There is a better way to look at hyponatremia, and that is to regard the intravascular fluid tonicity. True hyponatremia occurs when the intravascular fluid is hypotonic as a result of the hyponatremia. False hyponatremia is the observation of hyponatremia as a secondary consequence of a different process. To better help you understand why this is termed false, take a look at what hyponatremia causes (as opposed to what causes hyponatremia). Quoting Wikipedia:
When sodium levels in the blood become very low, water enters the brain cells and causes them to swell (cerebral edema).
Water enters brain cells not because of the low sodium levels, but because of the low intravascular fluid tonicity. If too much glucose, or the existence of mannitol, draw water into the blood, that is because they increase blood tonicity, thus rendering it hypertonic. In that setting, the extra water drawn into the blood does decrease the sodium concentration, but there are no "hyponatremic" effects, no water enters the brain cells, because the intravascular fluid tonicity is not low. How would you call a hyponatremia that does not produce any signs or symptoms (because, obviously, the main mechanism is not at play)? In wondering about this, make sure to understand how "hyponatremia" is tightly related to the role of sodium as a maintainer of blood oncotic pressure.
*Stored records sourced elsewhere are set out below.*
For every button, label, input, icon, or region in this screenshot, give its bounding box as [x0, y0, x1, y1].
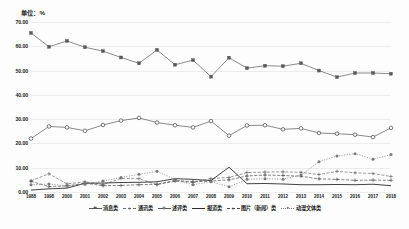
data-point — [389, 126, 393, 130]
data-point — [84, 183, 87, 186]
legend-item-2[interactable]: +通讯类 — [123, 204, 153, 211]
data-point — [245, 174, 249, 178]
data-point — [390, 72, 393, 75]
legend-label: 图片（新闻）类 — [241, 204, 276, 211]
data-point — [372, 158, 375, 161]
data-point — [299, 127, 303, 131]
data-point — [389, 175, 393, 179]
data-point — [137, 177, 141, 181]
data-point — [30, 183, 33, 186]
data-point — [353, 179, 357, 183]
data-point — [245, 124, 249, 128]
data-point — [156, 170, 159, 173]
x-tick-label: 1998 — [44, 194, 54, 199]
data-point — [335, 170, 339, 174]
legend-swatch-icon: + — [123, 205, 136, 211]
legend-item-4[interactable]: 报道类 — [192, 204, 222, 211]
data-point — [264, 177, 267, 180]
x-tick-label: 2004 — [134, 194, 144, 199]
data-point — [102, 50, 105, 53]
data-point — [137, 116, 141, 120]
data-point — [138, 173, 141, 176]
data-point — [354, 72, 357, 75]
legend-swatch-icon — [89, 205, 102, 211]
data-point — [156, 48, 159, 51]
data-point — [102, 180, 105, 183]
unit-label: 单位：% — [21, 8, 45, 17]
data-point — [317, 177, 321, 181]
data-point — [371, 172, 375, 176]
data-point — [282, 65, 285, 68]
data-point — [120, 176, 123, 179]
data-point — [83, 129, 87, 133]
data-point — [174, 63, 177, 66]
chart-legend: 消息类+通讯类述评类报道类+图片（新闻）类动漫文体类 — [0, 204, 409, 211]
legend-label: 动漫文体类 — [296, 204, 321, 211]
data-point — [155, 121, 159, 125]
legend-item-1[interactable]: 消息类 — [89, 204, 119, 211]
x-tick-label: 2001 — [80, 194, 90, 199]
data-point — [210, 75, 213, 78]
series-6 — [30, 152, 393, 188]
data-point — [318, 69, 321, 72]
data-point — [228, 56, 231, 59]
plot-area: 0.0010.0020.0030.0040.0050.0060.0070.00 — [31, 22, 391, 192]
data-point — [192, 183, 195, 186]
data-point — [84, 46, 87, 49]
legend-item-5[interactable]: +图片（新闻）类 — [227, 204, 277, 211]
y-tick-label: 60.00 — [16, 43, 28, 49]
data-point — [209, 119, 213, 123]
data-point — [191, 180, 195, 184]
data-point — [173, 123, 177, 127]
data-point — [120, 56, 123, 59]
x-tick-label: 2010 — [242, 194, 252, 199]
data-point — [48, 182, 51, 185]
x-tick-label: 2003 — [116, 194, 126, 199]
data-point — [300, 62, 303, 65]
x-tick-label: 2017 — [368, 194, 378, 199]
data-point — [317, 173, 321, 177]
series-layer — [31, 22, 391, 192]
data-point — [263, 123, 267, 127]
legend-item-6[interactable]: 动漫文体类 — [281, 204, 321, 211]
data-point — [353, 133, 357, 137]
data-point — [174, 178, 177, 181]
x-tick-label: 2014 — [314, 194, 324, 199]
data-point — [66, 184, 69, 187]
data-point — [317, 131, 321, 135]
data-point — [335, 132, 339, 136]
x-tick-label: 2009 — [224, 194, 234, 199]
data-point — [47, 172, 51, 176]
data-point — [65, 126, 69, 130]
data-point — [372, 72, 375, 75]
legend-swatch-icon: + — [227, 205, 240, 211]
data-point — [227, 134, 231, 138]
data-point — [371, 135, 375, 139]
series-1 — [30, 31, 393, 78]
legend-item-3[interactable]: 述评类 — [158, 204, 188, 211]
x-tick-label: 2015 — [332, 194, 342, 199]
data-point — [336, 76, 339, 79]
legend-swatch-icon — [192, 205, 205, 211]
data-point — [389, 179, 393, 183]
grid-line — [31, 192, 391, 193]
legend-label: 通讯类 — [138, 204, 153, 211]
y-tick-label: 50.00 — [16, 68, 28, 74]
data-point — [245, 171, 249, 175]
x-axis-labels: 1988199820002001200220032004200520062007… — [31, 194, 391, 203]
x-tick-label: 2002 — [98, 194, 108, 199]
data-point — [281, 128, 285, 132]
data-point — [353, 171, 357, 175]
data-point — [119, 184, 123, 188]
data-point — [282, 178, 285, 181]
legend-swatch-icon — [281, 205, 294, 211]
y-tick-label: 20.00 — [16, 140, 28, 146]
data-point — [191, 126, 195, 130]
data-point — [138, 62, 141, 65]
legend-label: 消息类 — [103, 204, 118, 211]
data-point — [354, 152, 357, 155]
legend-label: 述评类 — [172, 204, 187, 211]
data-point — [210, 180, 213, 183]
y-tick-label: 30.00 — [16, 116, 28, 122]
y-tick-label: 70.00 — [16, 19, 28, 25]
I think all that rant should be enough to get you started. I know that you probably have more questions than answers at this point, but this is, more or less, what the first years of medicine are like. Eventually, however, and with study and perseverance, things should fall into place.
[1] Hoorn EJ, Zietse R. Diagnosis and Treatment of Hyponatremia: Compilation of the Guidelines. J Am Soc Nephrol. 2017 May;28(5):1340-1349. doi: 10.1681/ASN.2016101139. Epub 2017 Feb 7. PMID: 28174217; PMCID: PMC5407738.